CFLP, ASC Host Workshop on Land Mortgage

Rodima Taylor
Tilled land at Great Rift Valley escarpment, East Africa. Photo: Daivi Rodima-Taylor

The Boston University Center for Finance, Law & Policy hosted an April 14, 2016 Financial Inclusion Workshop, “Mortgage Across Cultures:  Land, Finance, & Epistemology,” at the BU African Studies Center (ASC), an affiliated center of the Frederick S. Pardee School of Global Studies. The all-day workshop was co-organized with the ASC and the BU Anthropology Department.

The workshop included presentations by a group of renowned scholars from the United States and Europe, offering interdisciplinary insights into land tenure and rural borrowing issues. The workshop was co-organized by Daivi Rodima-Taylor, senior academic researcher of BUCFLP and research affiliate at the ASC,  and Parker Shipton, a Professor of Anthropology and Research Fellow in African Studies, and was part of the BUCFLP Financial Inclusion initiatives that study the access of the poor and unbanked to a better financial life.

In Africa south of the Sahara, only about a fifth of the population partakes of the formal financial system through banks or comparable institutions. Many more people have access to land, and land access remains in the center of most of their livelihoods. Recent economic and political changes have fueled uncertainties in land access all over the world.  In many cases, rights-based models to land titling or restitution have failed to consider the multiple entitlements to land access that typify those settings.  Land property has become increasingly central to forging new social identities and modes of belonging, as well as inspiring new kinds of competition and conflict.

shipton
Parker Shipton, a Professor of Anthropology and Research Fellow in African Studies, gives a talk at the April 14, 2016 workshop. Photo: Timothy Longman.
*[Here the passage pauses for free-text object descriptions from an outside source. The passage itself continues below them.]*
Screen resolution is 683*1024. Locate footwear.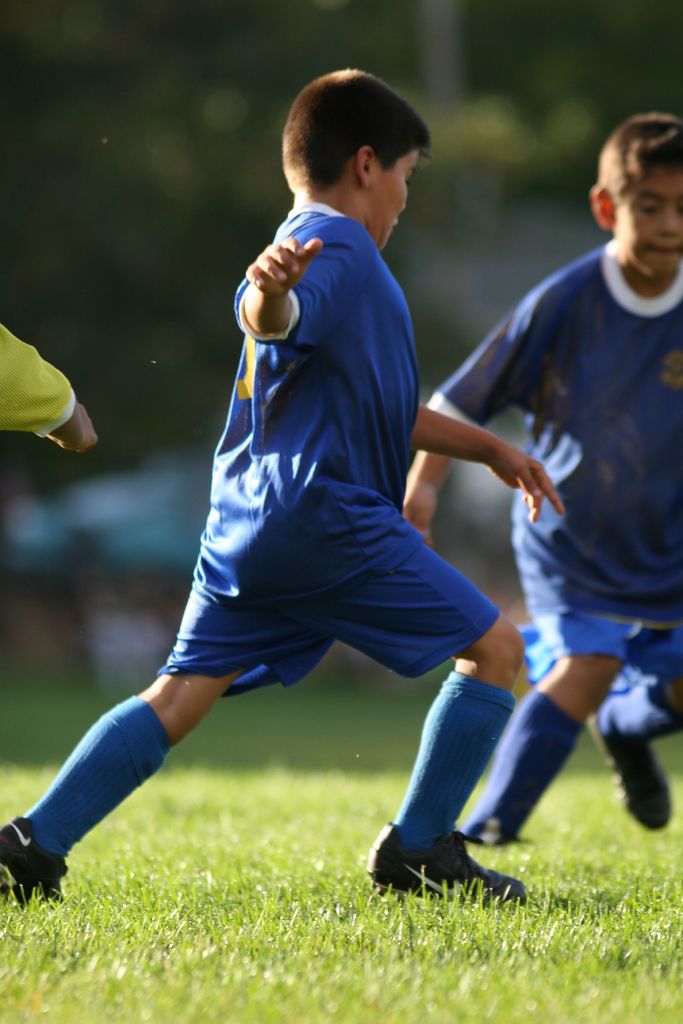
bbox=(365, 824, 530, 906).
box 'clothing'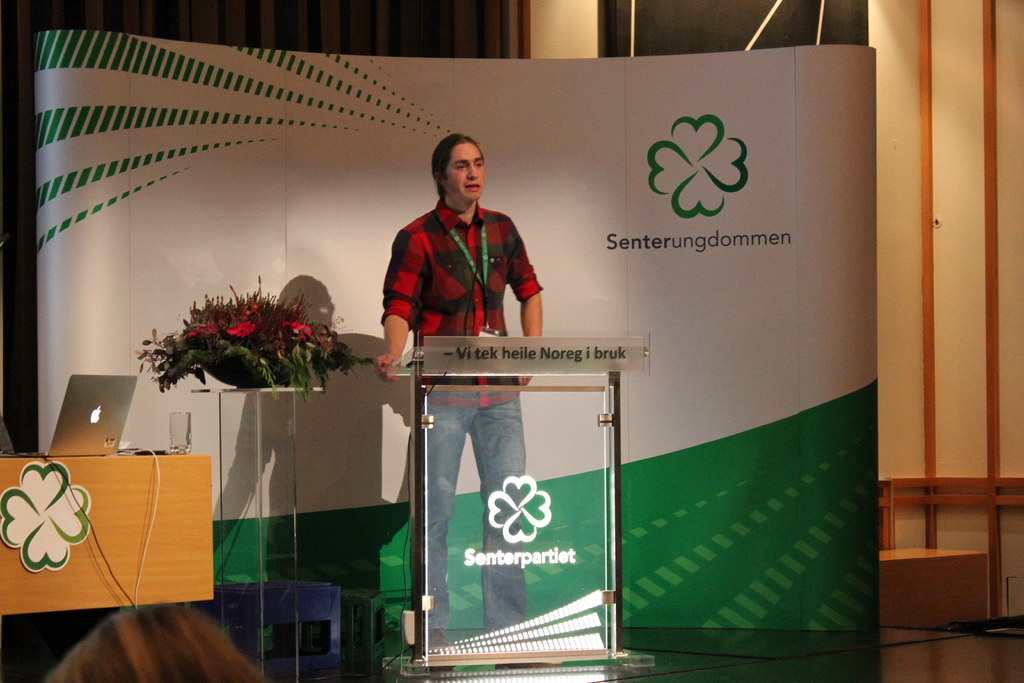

“Credit tied to land, as it turns into debt, raises complex issues not just of contract over time but also of custom, including kinship, neighborhood, and habituation,” Shipton said. ”Researchers find that ambitious attempts to reform property systems and financial access together have seldom turned out as their designers or other intended participants expected. But comparing the stories has just begun.”

The goal of the workshop was to study these novel potentials and challenges that surround the topic of land mortgage, and to achieve a human-centered view of expanding rural financialization, according to Rodima-Taylor.  The presentations explored the topics of land mortgage from diverse angles,  including the relationships between land mortgage and land inheritance in Ghana, the issues of land taxation in Senegal, protecting the borrower in rural India, ideas of land loans and investments in Northern Uganda, the cultural construction of home as patrimony in Mexico and reinventing land mortgage in post-socialist Romania, Rodima-Taylor said.

Workshop participants highlighted the value of diverse interdisciplinary insights and geographical perspectives that the discussions provided.

Sara Berry, Professor of History at Johns Hopkins University, said the workshop provided researchers from different disciplines the unique opportunity to dialogue for an entire day.

“By bringing together scholars from a variety of disciplines and geohistorical perspectives in spirit of constructive discussion, the workshop was not only a learning occasion in itself, but an open encouragement to further inquiry and debate,” Berry said.

Anand Swamy, Professor of Economics at the Williams College, echoed Berry’s remarks and said the chance for economists and anthropologists to come together during the workshop was refreshing.

“Too much of policy discussion about economic development takes place within academic silos,” Swamy said. “In particular, there is not enough dialogue between economics, with its focus on economic growth, and fields like anthropology, which highlight the ways in which economic transactions are embedded in broader social structures.  This workshop was a welcome exception.”

Lotte Meinert, Professor of Anthropology at Aarhus University, said the workshop provided an opportunity for an extended discussion between scholars and researchers from different disciplines on land access and mortgaging.

“The diversity of the research and perspectives discussed in the workshop, but also its clear focus on the topic of land mortgage, were among its main assets,” Meinert said. “The event enabled a productive conversation between scholars from different disciplines, combining global and historical as well as local perspectives on land access and mortgaging.”

The initiative will continue building on the diversity of interdisciplinary and geographical perspectives and combine the ethnographic as well as broader theoretical insights discussed during the sessions. Several collaborative publications of varying formats are in the works, according to Rodima-Taylor.